DACA – “The fathers eat sour grapes…

And the children’s teeth are set on edge.”  So went a proverb among the ancient Israelites who had been deported from their homeland of Judah to Babylon.  Their lament was that God was punishing them for the sins of their fathers, but God replied “As surely as I live, declares the Sovereign Lord, you will no longer quote this proverb in Israel” (Ezekiel 18:2-3).  However, God did not specify when they would no longer have reason to quote that proverb.

Nebuchadnezzar, the king of Babylon, carried out three deportations of the Israelites in the kingdom of Judah, and at the time of Ezekiel the first two had taken place – the third and final one was yet to come when the Babylonians utterly destroyed the city of Jerusalem in 587 BC.  Obviously, the teeth of those in captivity were to continue to be set on edge for a while longer.  It was necessary for them to be deported because of their having broken God’s law, but in time, they would be restored to their home and this proverb would no longer be used.

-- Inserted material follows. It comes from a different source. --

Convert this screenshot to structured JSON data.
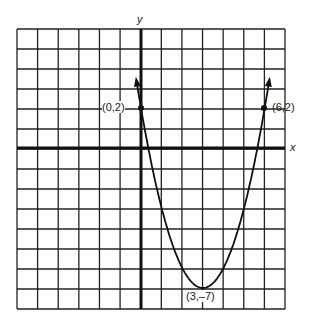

So what has this to do with DACA?  We hear the same proverb used as justification for granting these individuals – also referred to as “Dreamers” – legal status and ultimately citizenship.  It wasn’t their fault; their parents brought them here, so why should they be punished with deportation?  It is very unfortunate, but sometimes in order to stress the value of something it must be taken away for a time just as God had to do with the Israelites.

We are a nation of laws.  The law – as Thomas Paine put it – is king in America.  Why should anyone here in our country illegally, regardless of how they got here, have any respect or adherence to any of our laws if they broke the very law governing entrance into our country?  The answer is there is no reason to and many times they do not.

If we want to stop people of other nations from coming into our country illegally, then one sure way is to deport those already here illegally regardless of the circumstances of their arrival.  This would send a clear message that others should not waste their time trying to cross our borders as they will not be given any opportunity to stay, but instead will be sent back to their country of origin immediately.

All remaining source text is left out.